6. Qualitative Outcomes and Model Robustness

FedDSR demonstrably reduces segmentation boundary errors, notably improving separation of classes such as sky and road, and corrects small-object segmentation axes. MI supervision at intermediate layers drives the extraction of hierarchy-aware, class-discriminative features, curbing local-client overfitting. NE regularization dampens overly confident hidden activations, resulting in smoother global optimization landscapes and effective mitigation of client drift (Kou et al., 7 Dec 2025). These mechanisms jointly harmonize local gradient directions and foster rapid convergence to globally generalizable solutions.

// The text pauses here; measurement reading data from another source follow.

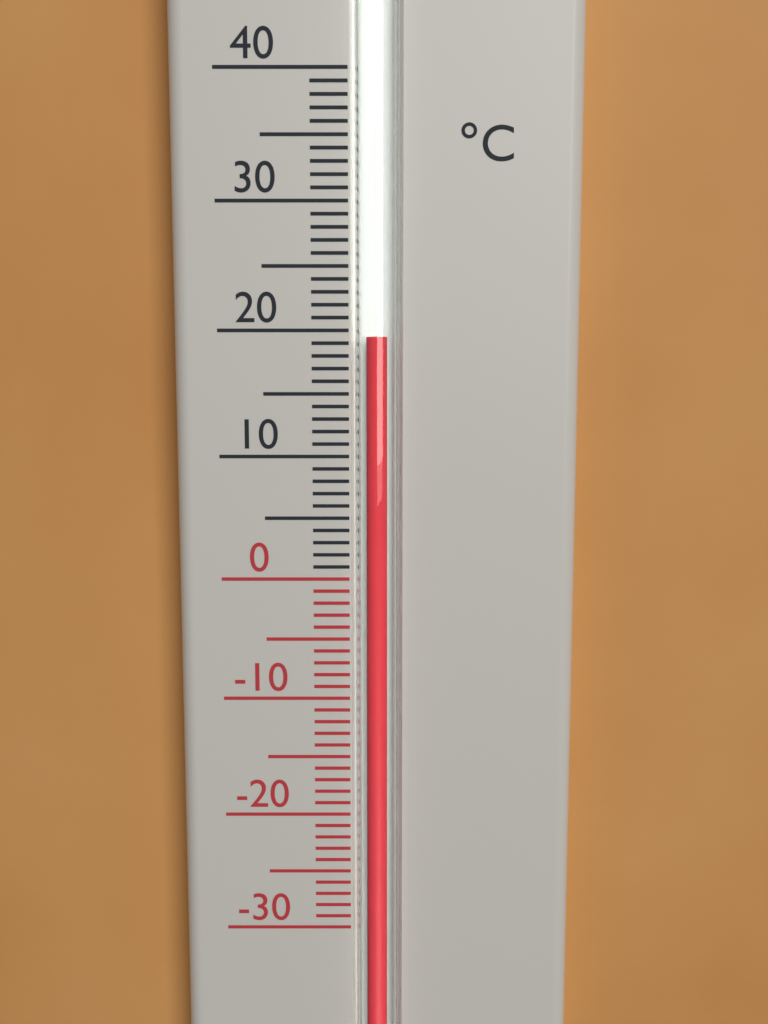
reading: 19.5 °C
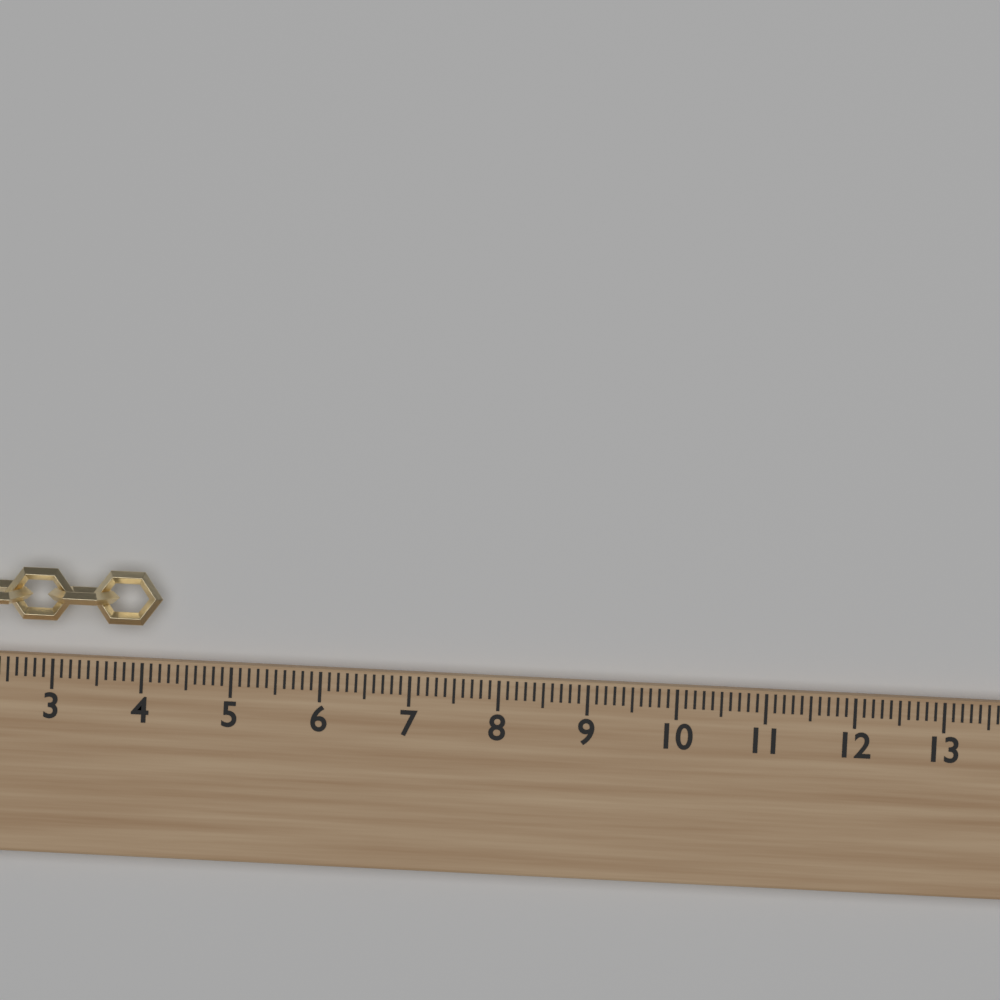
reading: 4.2 (no unit)
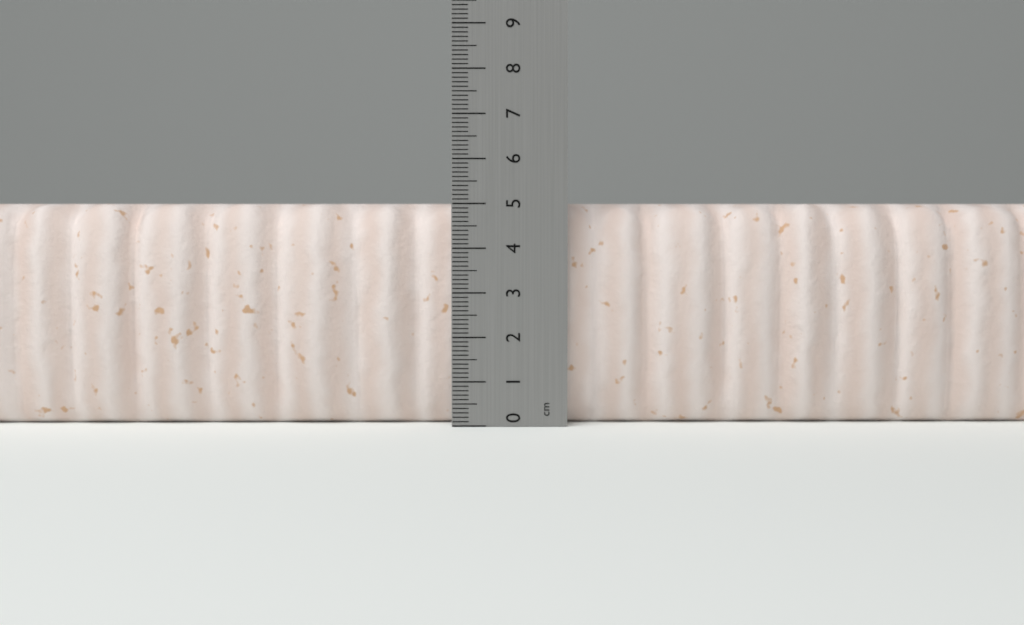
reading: 5.0 cm
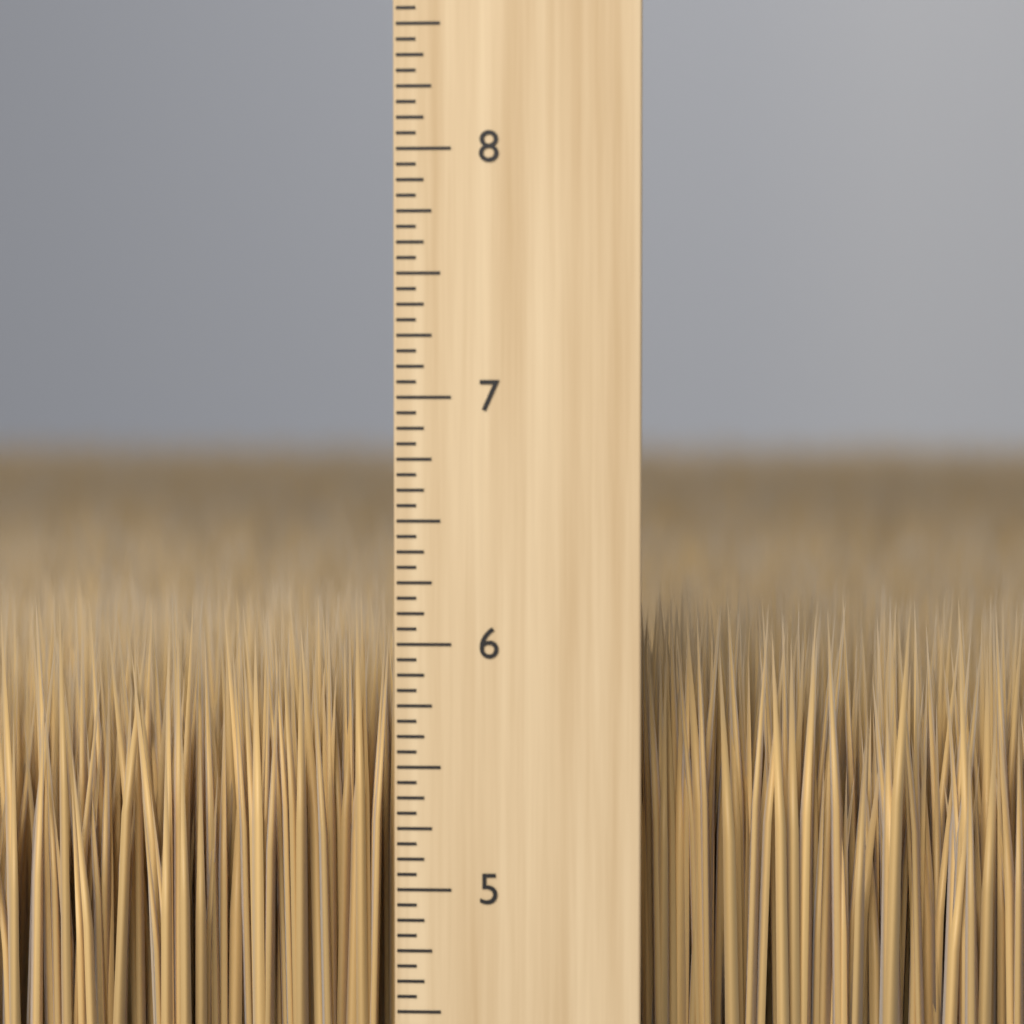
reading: 6.1875 inch
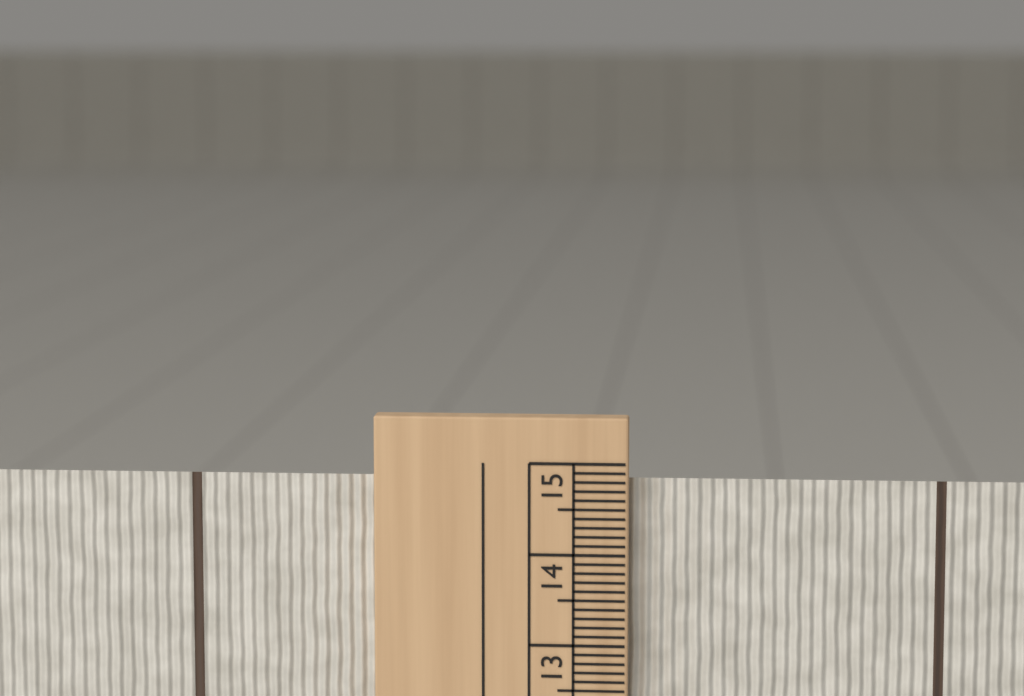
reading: 14.8 cm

7. Ablation Studies: Selection and Positioning of Intermediate Points

FedDSR’s ablation analysis offers insights into the configuration of supervision and regularization points:

  • Number of intermediate transitions ({G1,,GM}\{G_1,\dots,G_M\}3):
    • 1 point: 50.49% mIoU
    • 3 points: 51.52% mIoU (peak)
    • 5 points: 50.49% mIoU
    • A moderate {G1,,GM}\{G_1,\dots,G_M\}4 yields optimal trade-off
  • Spacing between points:
    • Two-base spacing yields highest mIoU (51.72%)
    • Features spaced moderately apart maximize benefit
  • Positioning of points:
    • Close-to-input supervision: 52.98% mIoU, surpasses central or output-proximal supervision
    • Early supervision leads to superior gains, confirming the importance of guiding shallow representations

In summary, FedDSR systematically integrates intermediate-layer MI-based supervision and NE-based regularization in FL for AD. The paradigm is model-agnostic, preserves theoretical convergence rates, and yields substantial improvements in generalization and training efficiency across standard segmentation benchmarks (Kou et al., 7 Dec 2025).